Okay, quarterly revenue and earnings reported yesterday after the market close stank up the joint. Revenue at Facebook’s parent, fell 4.5% in the quarter, a second consecutive drop in quarterly revenue to $27.7 billion. Wall Street forecasts called for $27.4 billion.
Earnings per share tanked to $1.64 versus the $1.87 a share that Wall Street had expected.
The stock closed lower by almost 25% today, October 27.
But the big problem is that everything that CEO Mark Zuckerberg and his team said yesterday points to the continued pursuit of the same strategies and tactics that got the company to this point.
For example, the reason that earnings missed forecasts so badly while revenue was in the ballpark is that expenses for the company’s drive into products for the Metaverse have soared. And, according to company statements, expenses will grow n 2023. Meta Platforms now expects total expenses for 2022 to be $85 billion to $87 billion. For 2023, that number will grow to an expected $96 billion to $101 billion. The company’s additional expenditures are expected in data centers, servers, and infrastructure, as its headcount holds steady.
That surge in expenses comes at an “awkward” time because Meta Platforms told Wall Street to expect revenue to dip again in the fourth quarter. The company cut its revenue forecast to the low end of the consensus among Wall Street analysts. Free cash flow has all but disappeared. Over the past four quarters, it has ebbed from $12.6 billion to $8.5 billion, $4.5 billion, and finally to $173 million in the most recent quarter.
It would be a big enough challenge if the company’s core business was in good shape as it spent billions on building the Metaverse. But it’s not. Meta Platforms is facing the pressure that other Internet companies dependent on advertising are facing. But it has also generated some of its own unique problems. For example, “Reels,” short-form videos on Instagram intended to compete with TikTok looks to be cannibalizing revenue from other ad spaces that show higher rates of monetization. Right now Reels was a drag of an estimated $500 million in the third quarter and CEO Zuckerberg said it could be as much as 18 months before that changes.
Investors need to ask themselves what it would take for Meta Platforms to change course–by fixing its core Facebook and Instagram businesses and by developing a credible plan for revenue from the Metaverse that doesn’t require years of open-ended spending. Looking at Metaverse competitors, such as Roblox (RBLX), and potential competitors such as Disney (DIS), Meta Platforms doesn’t seem to be getting good value for all its spending.
As soon as you ask this question, investors run right into what I’d call the Mark Zuckerberg problem. Due to the company’s stock structure, Zuckerberg is in control of Meta Platforms for as long as he wants to be. And he can pursue his Metaverse dreams with as much company money as he deems fit.
Quite frankly, I’m not sure if I’d believe him if Zuckerberg said tomorrow that he’s seen the error in his strategy and is taking the company on a conservative course that preserves cash and grows the core business. The departure of long-time chief operating officer Sheryl Sandberg doesn’t add to my confidence in management at Meta Platforms.
But I am sure that absent that “road to Damascus” moment, I’m looking for things to get worse at Meta Platforms before they get better.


> _What the task asks_
Across the listing that follows, establish how many lines contain the string "Barrels" and provide that number by itself.

> _Provided information_
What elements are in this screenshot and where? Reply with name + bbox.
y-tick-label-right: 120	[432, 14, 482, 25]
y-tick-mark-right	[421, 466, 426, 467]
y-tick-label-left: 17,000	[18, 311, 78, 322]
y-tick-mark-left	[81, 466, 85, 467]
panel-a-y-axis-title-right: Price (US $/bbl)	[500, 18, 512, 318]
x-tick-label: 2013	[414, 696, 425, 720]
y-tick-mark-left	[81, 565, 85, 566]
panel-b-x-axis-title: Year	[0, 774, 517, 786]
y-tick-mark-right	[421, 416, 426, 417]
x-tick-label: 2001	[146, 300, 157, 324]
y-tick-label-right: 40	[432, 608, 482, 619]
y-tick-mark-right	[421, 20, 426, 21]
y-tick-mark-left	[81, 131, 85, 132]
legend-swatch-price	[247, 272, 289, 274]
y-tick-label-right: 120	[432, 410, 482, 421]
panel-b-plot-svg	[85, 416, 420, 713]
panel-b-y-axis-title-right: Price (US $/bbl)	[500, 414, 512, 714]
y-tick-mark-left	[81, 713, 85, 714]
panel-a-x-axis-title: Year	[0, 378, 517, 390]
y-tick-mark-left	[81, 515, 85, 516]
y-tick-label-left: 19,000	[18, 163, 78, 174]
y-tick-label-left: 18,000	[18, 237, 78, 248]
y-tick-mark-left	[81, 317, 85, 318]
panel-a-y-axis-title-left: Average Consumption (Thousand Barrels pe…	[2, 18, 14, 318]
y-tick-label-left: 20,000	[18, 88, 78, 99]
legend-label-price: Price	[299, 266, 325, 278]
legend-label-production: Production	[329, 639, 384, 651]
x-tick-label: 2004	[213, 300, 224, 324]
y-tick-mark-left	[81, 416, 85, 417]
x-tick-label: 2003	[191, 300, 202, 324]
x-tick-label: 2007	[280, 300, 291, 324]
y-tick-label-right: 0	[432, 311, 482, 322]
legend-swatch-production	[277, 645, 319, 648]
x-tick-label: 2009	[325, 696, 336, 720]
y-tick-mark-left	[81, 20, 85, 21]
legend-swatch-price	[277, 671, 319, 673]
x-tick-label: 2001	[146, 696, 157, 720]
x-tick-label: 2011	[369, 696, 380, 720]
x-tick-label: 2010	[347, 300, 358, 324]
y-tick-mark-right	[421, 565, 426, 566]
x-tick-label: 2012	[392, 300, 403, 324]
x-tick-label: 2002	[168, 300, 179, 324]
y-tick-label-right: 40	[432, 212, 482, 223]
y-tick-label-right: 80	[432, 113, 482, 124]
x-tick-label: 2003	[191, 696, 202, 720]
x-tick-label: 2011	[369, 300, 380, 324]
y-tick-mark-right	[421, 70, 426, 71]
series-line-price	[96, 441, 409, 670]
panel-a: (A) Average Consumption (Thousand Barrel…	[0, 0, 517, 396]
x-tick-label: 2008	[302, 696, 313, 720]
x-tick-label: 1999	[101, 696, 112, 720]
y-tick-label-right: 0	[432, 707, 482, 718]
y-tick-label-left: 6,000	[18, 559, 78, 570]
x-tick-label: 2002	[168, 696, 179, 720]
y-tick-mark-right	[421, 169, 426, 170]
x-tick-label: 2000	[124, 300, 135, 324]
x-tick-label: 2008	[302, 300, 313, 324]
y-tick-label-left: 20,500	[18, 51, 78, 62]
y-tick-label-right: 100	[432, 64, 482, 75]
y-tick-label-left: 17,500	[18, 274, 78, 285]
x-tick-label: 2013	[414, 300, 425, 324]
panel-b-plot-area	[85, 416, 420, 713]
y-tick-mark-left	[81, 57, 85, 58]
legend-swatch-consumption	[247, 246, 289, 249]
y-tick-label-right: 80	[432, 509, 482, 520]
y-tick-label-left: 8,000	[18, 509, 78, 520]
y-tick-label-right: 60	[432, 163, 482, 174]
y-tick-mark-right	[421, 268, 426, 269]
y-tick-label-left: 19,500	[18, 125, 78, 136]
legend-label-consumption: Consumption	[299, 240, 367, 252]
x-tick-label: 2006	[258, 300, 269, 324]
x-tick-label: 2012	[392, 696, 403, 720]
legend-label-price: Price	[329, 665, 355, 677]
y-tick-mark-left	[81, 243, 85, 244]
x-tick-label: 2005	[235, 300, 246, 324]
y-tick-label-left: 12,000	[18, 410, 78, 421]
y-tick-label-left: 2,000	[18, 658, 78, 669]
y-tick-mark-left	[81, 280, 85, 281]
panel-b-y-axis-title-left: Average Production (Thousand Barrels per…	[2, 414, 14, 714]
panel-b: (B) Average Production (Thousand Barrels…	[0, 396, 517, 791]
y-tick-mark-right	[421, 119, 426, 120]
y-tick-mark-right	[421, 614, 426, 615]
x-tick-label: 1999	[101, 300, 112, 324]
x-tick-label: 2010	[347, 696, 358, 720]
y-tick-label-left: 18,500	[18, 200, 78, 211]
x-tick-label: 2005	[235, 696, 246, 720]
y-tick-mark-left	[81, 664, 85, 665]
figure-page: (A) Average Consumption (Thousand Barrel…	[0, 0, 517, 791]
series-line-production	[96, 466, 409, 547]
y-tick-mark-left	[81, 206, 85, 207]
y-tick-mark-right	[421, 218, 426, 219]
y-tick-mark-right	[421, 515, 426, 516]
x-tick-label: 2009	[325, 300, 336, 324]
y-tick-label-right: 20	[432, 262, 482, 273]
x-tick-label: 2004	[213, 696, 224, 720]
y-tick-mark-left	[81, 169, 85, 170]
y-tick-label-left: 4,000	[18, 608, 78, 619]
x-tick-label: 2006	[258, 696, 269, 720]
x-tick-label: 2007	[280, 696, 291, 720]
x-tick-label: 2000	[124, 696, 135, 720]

> _Task answer_
3